The auditor for Hotels.com is Ernst & Young, and one of their staff working on the audit had their laptop stolen from their car, compromising the credit card data of approximately 243,000 customers.
These things will happen, but what I don’t understand is whether they’re just assuming whoever stole the laptop is going to be able to crack the password that is no doubt protecting it. I have to enter two different passwords just to get into my work laptop, one to boot up and one to log in.
Am I missing something here? Are passwords not enough to protect the data? Can you just rip the hard drive out of the laptop somehow and extract the data that way? Is any data truly safe, then?
EY has pledged to encrypt sensitive data such as this in the future, so maybe that holds the key to safeguarding the intangible assets of audit clients.
Heheh.
Funny thing is that the thief, while he probably doesn’t know still, has an increased likelihood of finding out about the credit card data now that a press release has been issued.
The probability was low to begin with, but you can bet there are credit card fraudsters looking for that laptop.
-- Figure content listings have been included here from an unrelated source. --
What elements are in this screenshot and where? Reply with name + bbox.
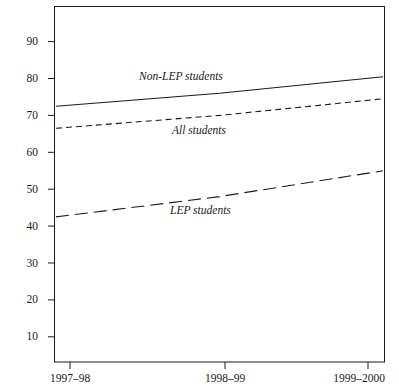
y-tick-label-90: 90 [4,36,38,48]
x-tick-label-1997-98: 1997–98 [30,373,110,385]
y-tick-label-30: 30 [4,258,38,270]
y-tick-label-20: 20 [4,294,38,306]
plot-area [0,0,399,391]
y-tick-label-50: 50 [4,184,38,196]
line-chart: 90 80 70 60 50 40 30 20 10 1997–98 1998–… [0,0,399,391]
x-axis-ticks [70,362,368,369]
plot-frame [55,7,385,363]
y-tick-label-70: 70 [4,110,38,122]
series-label-non-lep-students: Non-LEP students [139,71,223,83]
y-tick-label-60: 60 [4,147,38,159]
y-tick-label-40: 40 [4,221,38,233]
y-tick-label-80: 80 [4,73,38,85]
series-label-lep-students: LEP students [170,205,231,217]
series-label-all-students: All students [172,125,226,137]
x-tick-label-1998-99: 1998–99 [185,373,265,385]
x-tick-label-1999-2000: 1999–2000 [320,373,398,385]
y-axis-ticks [48,42,55,337]
y-tick-label-10: 10 [4,331,38,343]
Mass hysteria in mass media is only exceeded by mass hysteria in the blog world. The register really went to town in their series – http://www.theregister.co.uk/2006/02/25/ernst_young_mcnealy/
Then again, they *are* a tabloid.
Then there’s theonion.com’s take on the whole thing: http://www.theonion.com/content/node/27431
Wow, that Register article sure was harsh. I really doubt anything’s going to happen with the data. We’ll see I guess.